Welcome back to the Docker series! Now that weβve covered security, volumes, networking, and orchestration, itβs time to ensure your containers are healthy and observable. In production, logging and monitoring are key to detecting issues early and maintaining uptime.
πΉ Why Logging & Monitoring Matter
- Containers are ephemeral β logs inside them can vanish if the container stops.
- Monitoring helps track CPU, memory, network usage, and container health.
- Alerts help prevent downtime and detect anomalies.
πΉ Container Logging Basics
- Docker captures logs for each container by default.
- View logs:
docker logs <container_name>
- Follow logs in real-time:
docker logs -f <container_name>
πΉ Using Logging Drivers
Docker supports multiple logging drivers:
- json-file (default)
- syslog
- journald
- fluentd
- awslogs
- splunk
Example: Using syslog driver
docker run -d --log-driver=syslog nginx
πΉ Monitoring Containers
1. Docker Stats
docker stats
Shows CPU, memory, network, and disk usage in real-time.
2. Third-Party Tools
- Prometheus + Grafana β Metrics collection + visualization.
- cAdvisor β Resource usage per container.
- ELK Stack (Elasticsearch, Logstash, Kibana) β Centralized logs.
πΉ Logging in Docker Compose
services:
web:
image: nginx
logging:
driver: json-file
options:
max-size: "10m"
max-file: "3"
- Rotate logs automatically to prevent disk overflow.
πΉ Best Practices
- Always centralize logs for production.
- Monitor container metrics continuously.
- Set up alerts for high CPU, memory, or container crashes.

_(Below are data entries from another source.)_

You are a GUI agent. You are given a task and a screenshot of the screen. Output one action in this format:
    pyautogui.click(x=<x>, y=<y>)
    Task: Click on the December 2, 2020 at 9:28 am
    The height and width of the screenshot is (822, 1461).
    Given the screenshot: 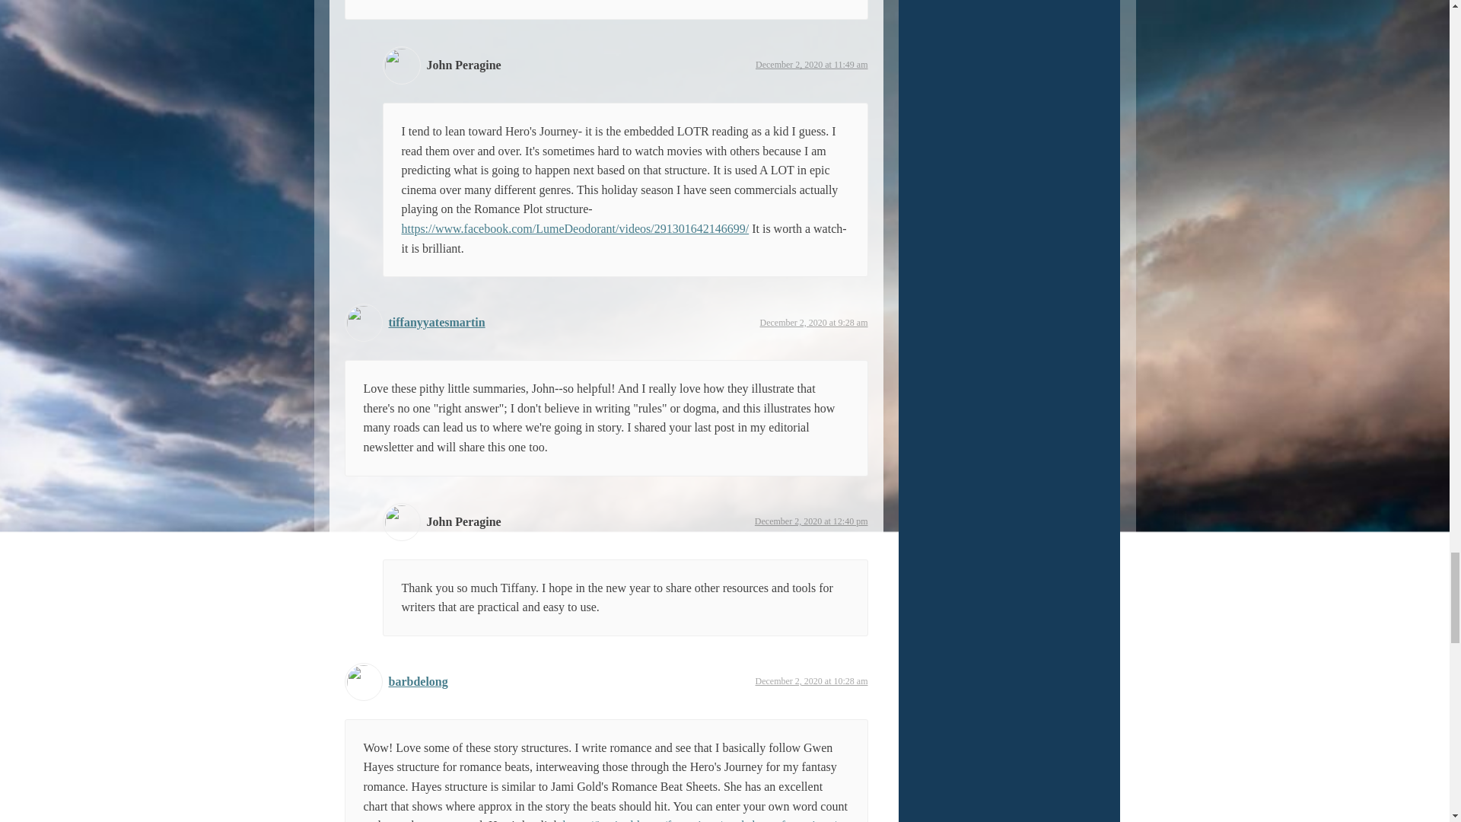 What is the action you would take?
    pyautogui.click(x=813, y=322)
    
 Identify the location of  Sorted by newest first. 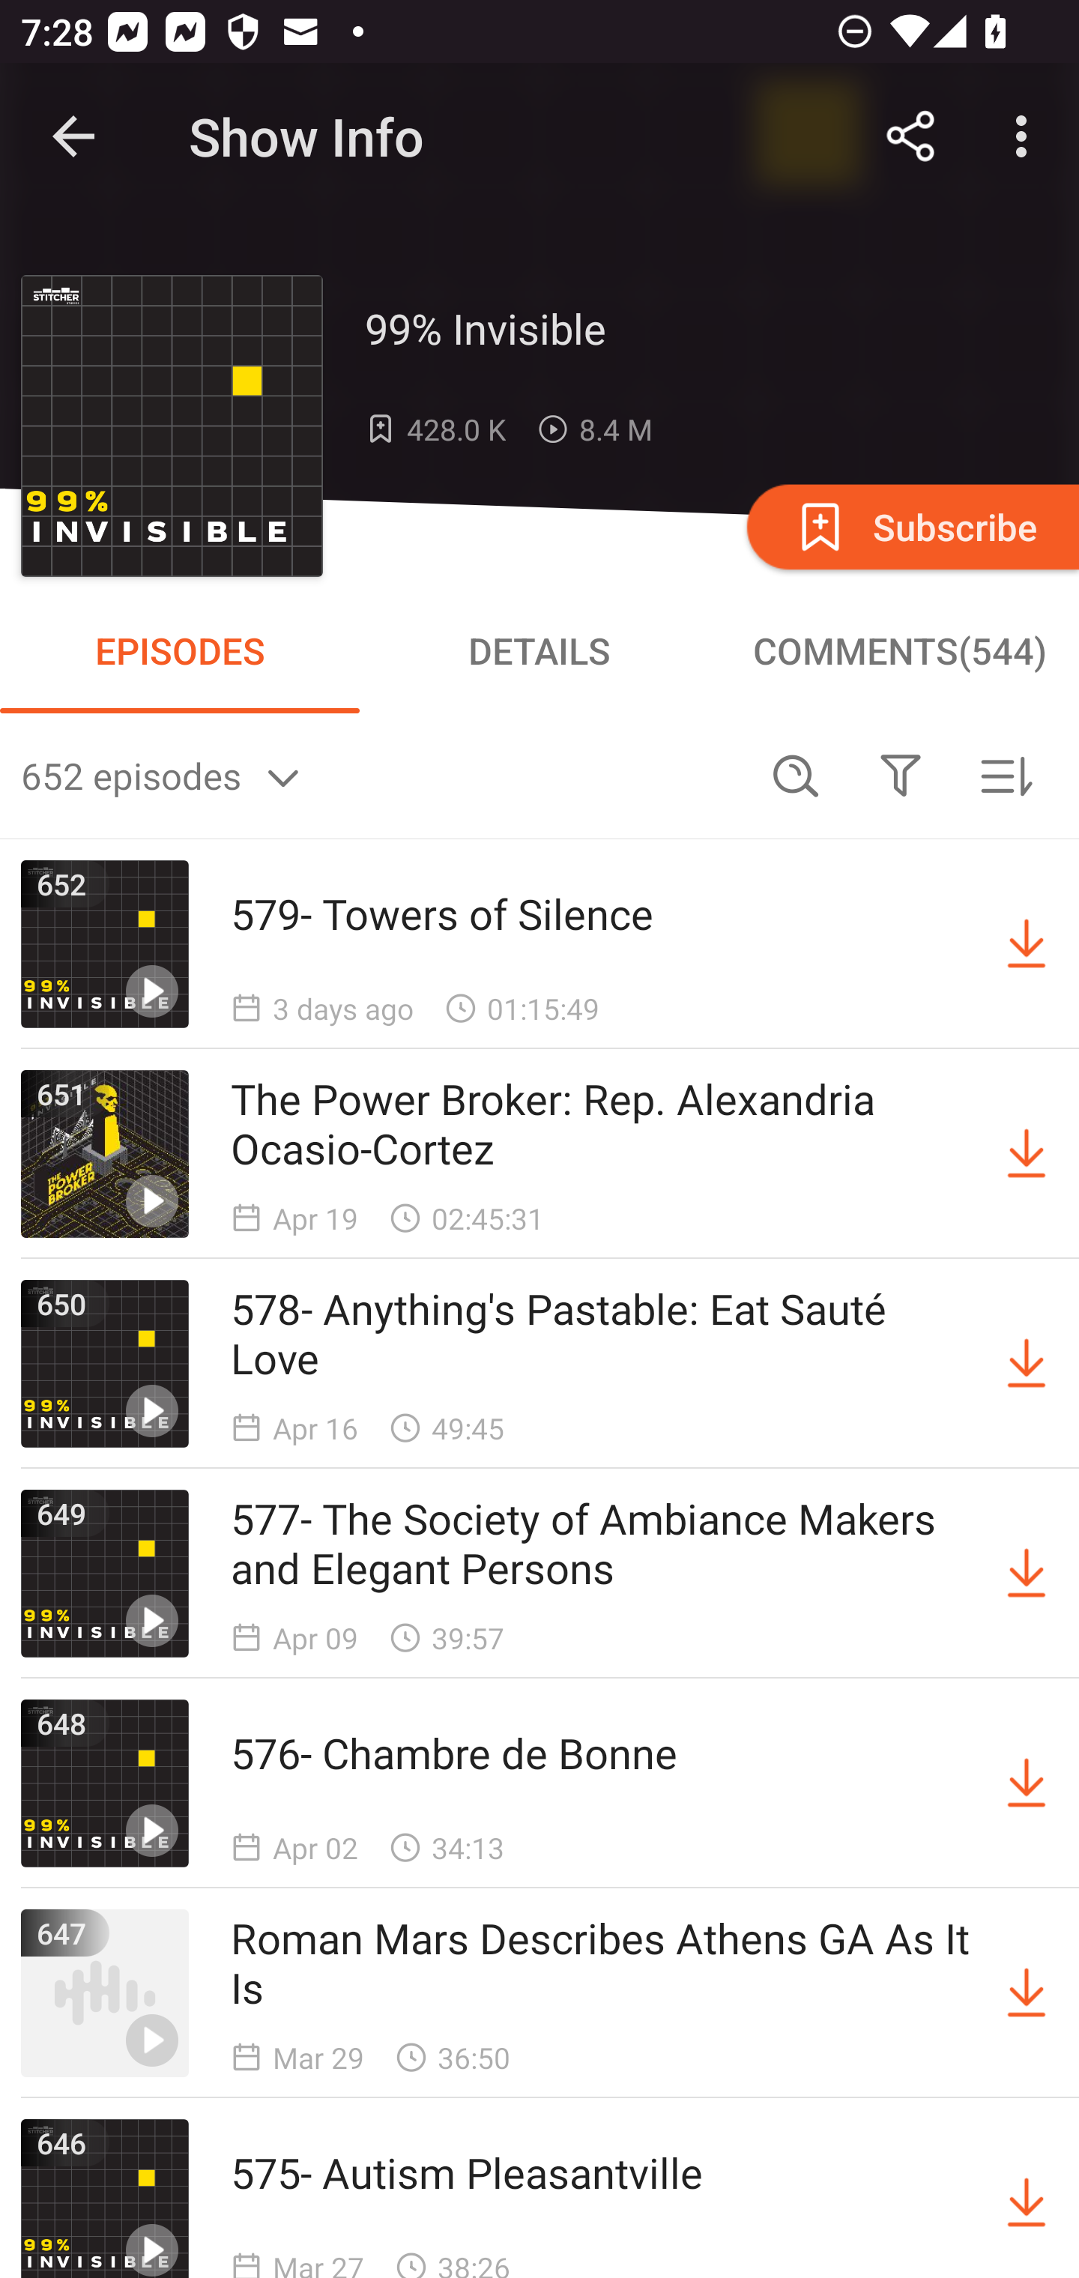
(1005, 775).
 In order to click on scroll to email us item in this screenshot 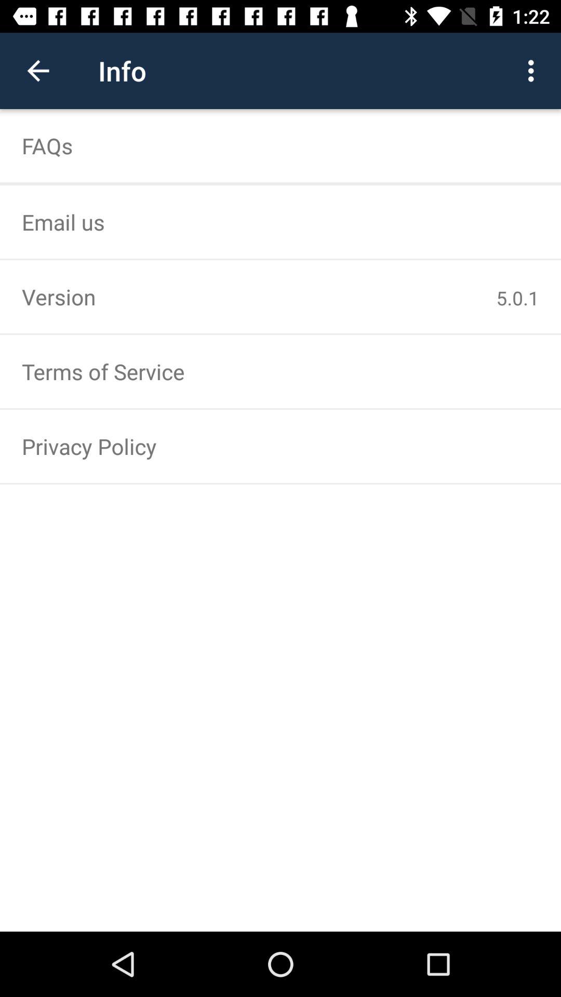, I will do `click(280, 222)`.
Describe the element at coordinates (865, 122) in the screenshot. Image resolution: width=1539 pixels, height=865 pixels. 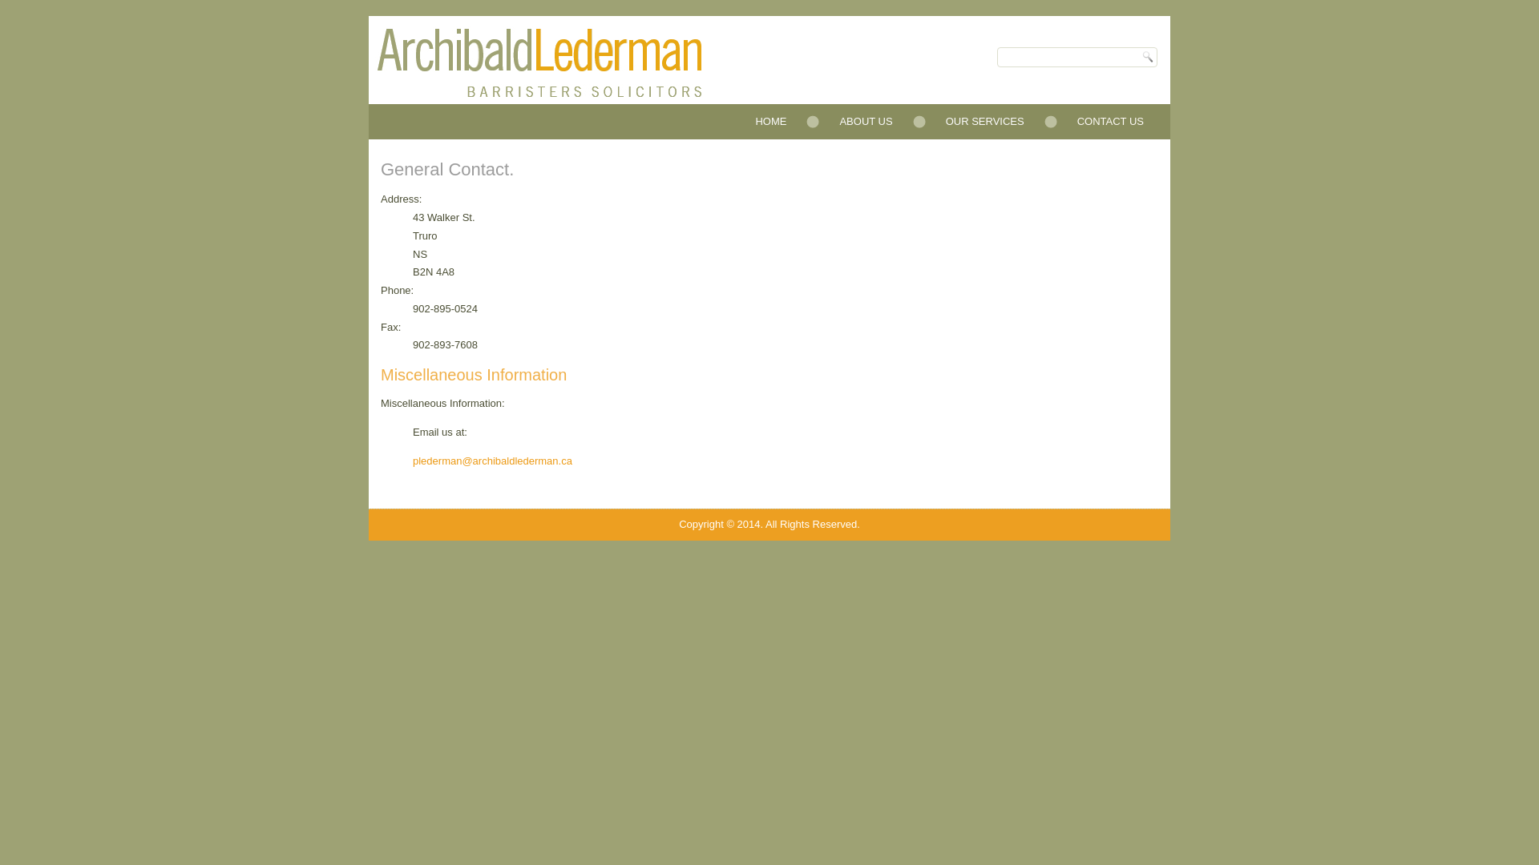
I see `ABOUT US` at that location.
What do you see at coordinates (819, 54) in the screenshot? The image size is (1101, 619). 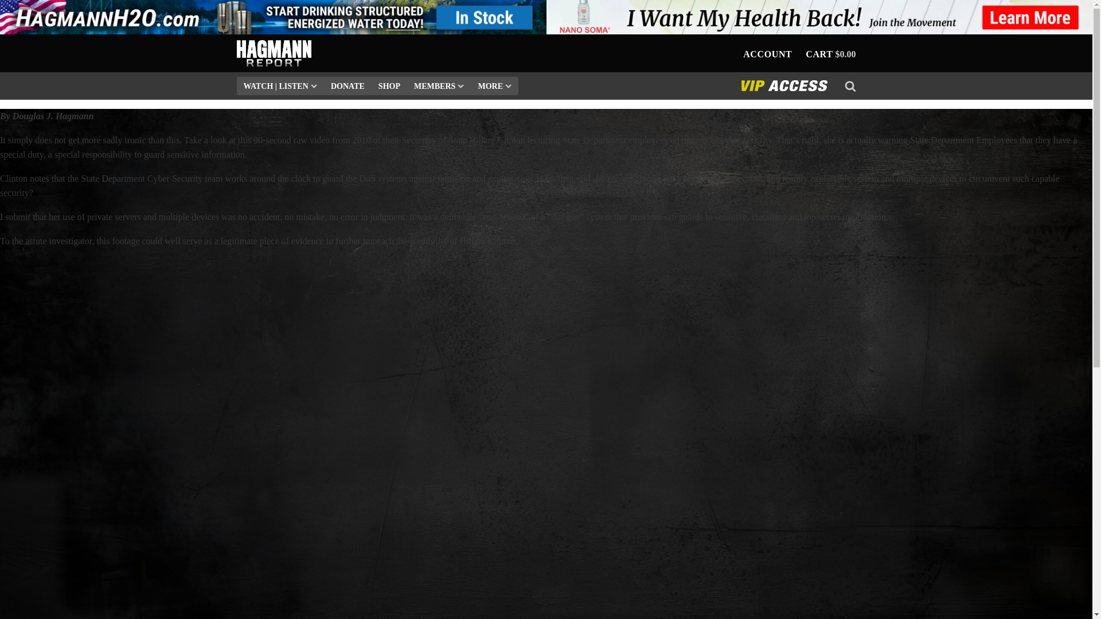 I see `CART` at bounding box center [819, 54].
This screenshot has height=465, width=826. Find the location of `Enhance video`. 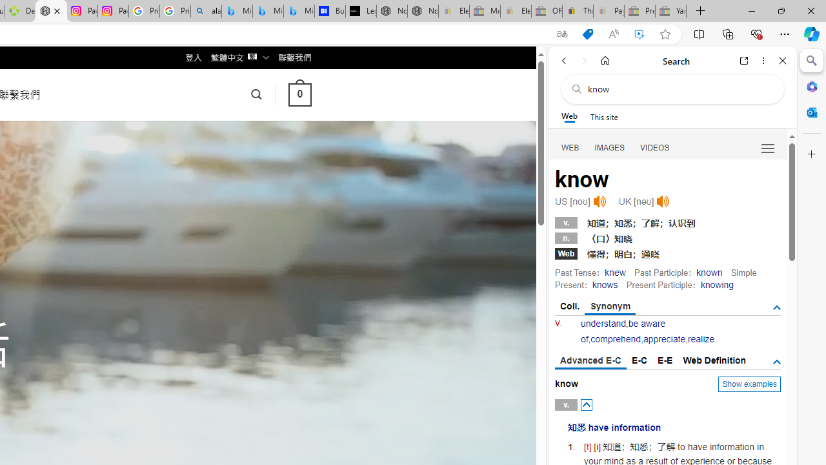

Enhance video is located at coordinates (640, 34).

- Rotate logs to avoid disk space issues.
πΉ Hands-On Challenge
- Run a container and view logs using
docker logs
. - Set up a
json-file
logging driver with rotation. - Install
cAdvisor
and observe container metrics.
β Next Episode: Episode 22 β Docker Networking Advanced: Multi-Host & Overlay Networks β take your networking skills to production-level setups.